Modules



nr 1
nr 2
nr 3
nr 4
Seasalt is the first poem of the volume "The Brooklyn Branding Parlors"
by James Purdy, and is also the opening of the song cycle. The melody is
based on the fifth hour of the tone clock, an hour for which I seem to
have developed a special liking. Not only in my compositions but also in
my bass solo's I often play the fifth hour. This is undoubtedly due to
the fact that the number 5 is of a very important number in my life. My
date of birth, for instance, is 25-05-1955, and my personal numbers also
is 5. This number is acquired by adding all the numbers in date of birth:
2+5+5+1+9+5+5=23 and 2+3=5. Recently I bought a ticket in the lottery of
which the last two numbers were 25, and I won two prizes: 25 guilders
and 50 guilders. But this liking for the fifth hour can also be dictated
by it's extraordinary color, originated by the diminished fifths and the
semitones. They give this hour its intense, but also melancholy character.

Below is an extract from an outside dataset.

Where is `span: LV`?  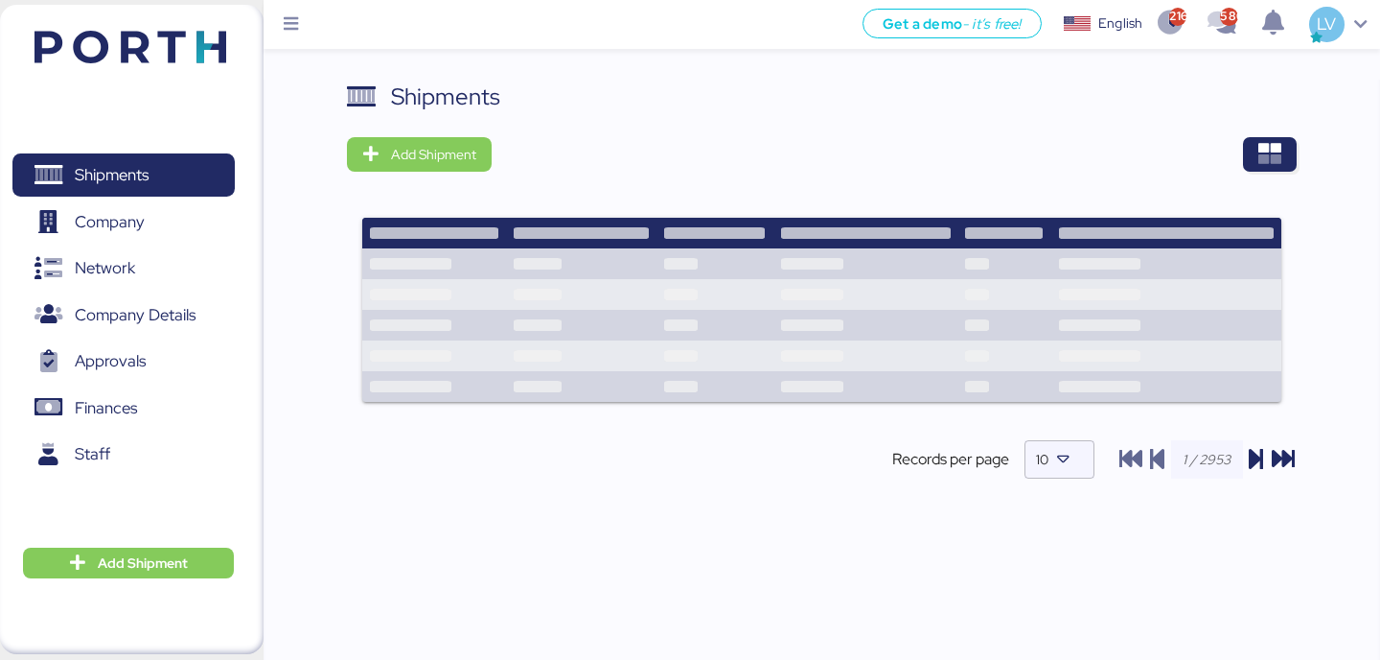 span: LV is located at coordinates (1327, 24).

The first four bars of seasalt clearly show the importance of the
diminished fifths in the melody:
The four triads
the melody was derived from are:
At the top of this article, four modules of the tone clock are displayed,
and they are the basic material for this composition. The four fifth hour
triads from the melody are displayed in module nr 1. In the melody the
sequence of the notes is not as strictly organized as in the tone clock
displays, but the triads appear in cells, and within these cells the sequence
of the notes can be varied.
The accompaniment of the three saxophones has a rhythmical pattern
of its own, and is based on the seventh hour:
The eighth hour is displayed in module nr 2. In the fourth bar,
the baritone sax and the double bass play a pattern based on major fourths
descending chromatically. This combination of intervals (major fourths
and semitones) is found in the fourth hour of the tone clock. This same
hour is played in the background for the soprano sax solo by the three
remaining saxophones, playing rhythmical accents in a fourth hour harmony
as displayed in module nr 3. The double bass plays a pattern derived from
the ninth hour, steered by the tenth, as displayed in module 4.